Artists Eva Kot’átková, Jiří Kovanda and Karolína Liberová will transform the gallery space into an image-making landscape. In it, individual works (objects, props, parts of stories) thematize various unequal relations between objects, bodies and their environment, perceiving different contexts and aspects of this problem while trying to show the loopholes through which the current setting can be disturbed.
The collection of stories and narratives is typical of Eva Kot’s work. In her installations she lets the viewer peek into her archive. She allows him to reflect on other realities and on the mechanisms and processes that shape our perception of ourselves and our surroundings. He creates landscapes in which we encounter normative patterns, stories of oppression and imaginative scenarios of how to transform them. The group exhibition at the Czech Centre in Vienna, to which Eva Kot’atková was invited together with Jiří Kovanda and Karolina Liberová, is no exception.
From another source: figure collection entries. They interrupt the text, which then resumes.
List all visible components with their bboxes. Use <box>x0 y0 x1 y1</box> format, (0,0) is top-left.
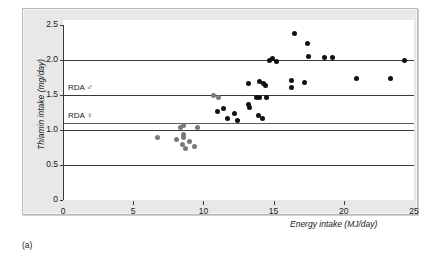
scatter-point <box>257 95 262 100</box>
gridline-1-5 <box>63 95 414 96</box>
x-tick-label: 10 <box>193 207 213 216</box>
x-tick-label: 25 <box>404 207 424 216</box>
scatter-point <box>322 55 327 60</box>
y-tick-label: 2.5 <box>32 20 58 29</box>
scatter-point <box>302 80 307 85</box>
scatter-point <box>225 116 230 121</box>
y-tick-mark <box>60 60 63 61</box>
gridline-2 <box>63 60 414 61</box>
scatter-point <box>402 58 407 63</box>
rda-female-label: RDA ♀ <box>68 111 93 120</box>
plot-area <box>63 20 414 200</box>
y-tick-mark <box>60 95 63 96</box>
scatter-point <box>155 135 160 140</box>
y-tick-label: 0.5 <box>32 160 58 169</box>
x-tick-label: 15 <box>264 207 284 216</box>
x-tick-label: 0 <box>53 207 73 216</box>
figure-root: 00.51.01.52.02.50510152025 RDA ♂RDA ♀ Th… <box>0 0 444 265</box>
scatter-point <box>305 41 310 46</box>
scatter-point <box>211 93 216 98</box>
scatter-point <box>221 106 226 111</box>
x-axis-title: Energy intake (MJ/day) <box>290 219 377 229</box>
x-tick-mark <box>344 201 345 205</box>
y-tick-label: 0 <box>32 195 58 204</box>
y-tick-mark <box>60 165 63 166</box>
rda-male-label: RDA ♂ <box>68 83 93 92</box>
x-tick-label: 20 <box>334 207 354 216</box>
gridline-1 <box>63 130 414 131</box>
x-tick-mark <box>133 201 134 205</box>
scatter-point <box>183 146 188 151</box>
y-axis-line <box>63 25 64 200</box>
x-tick-mark <box>203 201 204 205</box>
figure-caption: (a) <box>22 240 32 250</box>
gridline-1-1 <box>63 123 414 124</box>
y-tick-mark <box>60 200 63 201</box>
scatter-point <box>235 118 240 123</box>
y-tick-mark <box>60 25 63 26</box>
scatter-point <box>246 81 251 86</box>
scatter-point <box>274 59 279 64</box>
gridline-0-5 <box>63 165 414 166</box>
y-axis-title: Thiamin intake (mg/day) <box>36 59 46 150</box>
scatter-point <box>330 55 335 60</box>
y-tick-mark <box>60 130 63 131</box>
x-tick-label: 5 <box>123 207 143 216</box>
x-tick-mark <box>274 201 275 205</box>
scatter-point <box>260 116 265 121</box>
However, the impetus for association and reflection is not purely in the hands of the viewer; it also belongs to the other participating artists. Behind the idea of Jiří Kovanda and Karolína Liberová’s reactive collaboration on the story collected by Eva Kot’átka is not only their close working relationship, but also their interest in observing the ways in which artists of different generations and experiences confront the topic.
Jiří Kovanda is best known for his artistic actions from the 1970s in totalitarian Czechoslovakia, which are preserved through the artist’s documentation. The photographic record of the event is pasted on white paper, with a cut-out caption above the photo, written on a typewriter, with the name, date and location of the event. These are minimalist actions and interventions, so subtle that they may be almost imperceptible to passers-by. Through today’s lens, the work is seen in conjunction with the actions of the secret police. The objects of surveillance cannot be visibly distinguished from other citizens, and it is only through the archives that we learn that the individual under surveillance, who was engaged in everyday activities, was perceived as committing activities against the state. Kovand’s contemporary artwork is similarly minimalist and subtle, yet subversive at the same time. Through unobtrusive gestures in space and time, he draws attention to the complex system of connections that binds the object to its environment.
Karolína Liberová recently completed her studies at the Academy of Arts and Crafts in the fashion design studio. She received her artistic education in the Czech Republic, Austria and Sweden. In her work she deals with the question of whether we can think about the corporeality of objects. More specifically, how our understanding of objects changes when we stop perceiving them as inanimate entities, subordinate to humans. Above all, she is interested in the memory and experience of these objects. In this way, she opens up a new cosmos of relations and relations.
Lenka’s group exhibition outlines the story of the giraffe and at the same time serves as a stimulus to think about what it can tell us about our society and the world we live in. How many more of these are found not only in museums but also in our surroundings without us even noticing them?